Why Broker Feeds Differ — and What It Does to Your Backtest

Last updated: 2026-06-11

In short

There is no official EUR/USD price — spot forex and CFDs are over-the-counter, and each broker publishes its own aggregation of liquidity-provider quotes plus its own spread model. Feeds differ in extremes (highs/lows), spread behavior, weekend trimming and server clock. Defense: prefer robust levels over precise ones, and validate spread-sensitive strategies on data resembling your live broker’s.

Where the Differences Come From

A retail broker’s price engine aggregates quotes from its liquidity providers (banks, non-bank market makers), applies filtering, and adds a spread/markup model. Different LP panels + different engines = different feeds. The result isn’t “wrong” prices anywhere — it’s plural prices, which broker education will quietly admit: Admiral Markets’ backtesting guide notes OTC data divergence across brokers in passing (two sentences — close to the industry’s total public treatment of the subject).

What Actually Differs, Concretely

DimensionTypical divergenceBacktest consequence
Candle highs/lowsa few tenths of a pip normally; several pips in fast marketsWick-precise levels (equal highs, liquidity sweeps) don’t replicate exactly across feeds
Spread modelstructural — raw vs marked-up, different widening behaviorCost lines and stop-trigger distances differ (spread mechanics)
Weekend/holiday handlingsome feeds trim Sunday stub candles, some don’tDaily candle counts and indicator values diverge (gaps & rollovers)
Server clockGMT+2/+3 standard, but not universalSession logic and daily-candle shape shift (GMT & DST)
Stop/limit trigger sidebid vs ask conventions per instrumentSame chart, different fill moments

Which Strategies Care

High sensitivity: scalping with sub-10-pip stops; strategies entering on wick-precision levels (stop hunts, equal-high sweeps); spread-cost-dominated systems; anything trading the rollover hour. Low sensitivity: swing entries on closes; structure zones drawn in tens of pips; higher timeframe trend systems. The dividing line is the same one as in tick vs OHLC: how much of your edge lives at sub-pip precision?

The Defense: Robustness Over Precision

You cannot backtest on every broker’s history, and you don’t need to:

  1. Build rules around zones, not exact prints. A level that only works to the tenth of a pip is a feed artifact, not an edge.
  2. Match the data class to the account class. Testing on raw-spread-style data and trading a high-markup account (or vice versa) bakes in a systematic cost error — align them, or correct in the cost audit.
  3. Stress the result. If doubling the spread or shifting every fill 0.2 pips against you kills the edge, the edge was feed-specific noise.
  4. For multi-source perspective: replaying the same period on a different feed is a quick robustness probe — tools with multi-broker data make this cheap (StrategyTune streams data from multiple broker sources, so you can re-run a strategy against a second feed without any data pipeline).
  5. Forward test on the actual broker before sizing up — the live-vs-backtest audit catches residual feed mismatch.

Related: tick vs OHLC · free data sources · GMT & DST

Frequently Asked Questions

Which broker has the 'correct' price feed?

None — correctness isn't defined in OTC markets. Institutional references like EBS or aggregated composites exist, but your fills happen on your broker's feed, so for backtesting purposes the most 'correct' data is whatever most resembles where you'll trade.

How big are the differences in practice?

In calm liquid majors, quotes across reputable brokers track within fractions of a pip. The divergence concentrates exactly where it hurts: news spikes, rollover minutes and flash moves, where highs/lows can differ by several pips — the same moments that decide tight stops.

Is this why my indicator values differ between platforms?

Often, yes — indicator math is deterministic, but it runs on different candles: different server clocks change where daily candles split, Sunday-stub handling changes candle counts, and feed differences nudge highs/lows. Timezone and candle-count checks usually explain it before suspecting the indicator.

Should I avoid strategies based on liquidity sweeps because of feed divergence?

Not avoid — but design them in zones rather than exact ticks, and validate on tick-level data from more than one source if possible. A sweep concept that only triggers on one broker's wick print is fragile; one defined as a zone violation with confirmation tends to survive feed differences.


▶ [Problem to work on] In the entries below, find the line with "Locate person with a tight bounding box." and the line with "Find and bound". Print those two and everything between them exactly, and nothing else.

====================

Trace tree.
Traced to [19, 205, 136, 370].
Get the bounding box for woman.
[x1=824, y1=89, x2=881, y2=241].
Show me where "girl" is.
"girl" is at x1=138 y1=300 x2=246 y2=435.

====================

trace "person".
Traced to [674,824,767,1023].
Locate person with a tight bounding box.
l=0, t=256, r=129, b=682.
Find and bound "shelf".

====================

▶ [Result of this task]
Locate person with a tight bounding box.
l=0, t=256, r=129, b=682.
Find and bound "shelf".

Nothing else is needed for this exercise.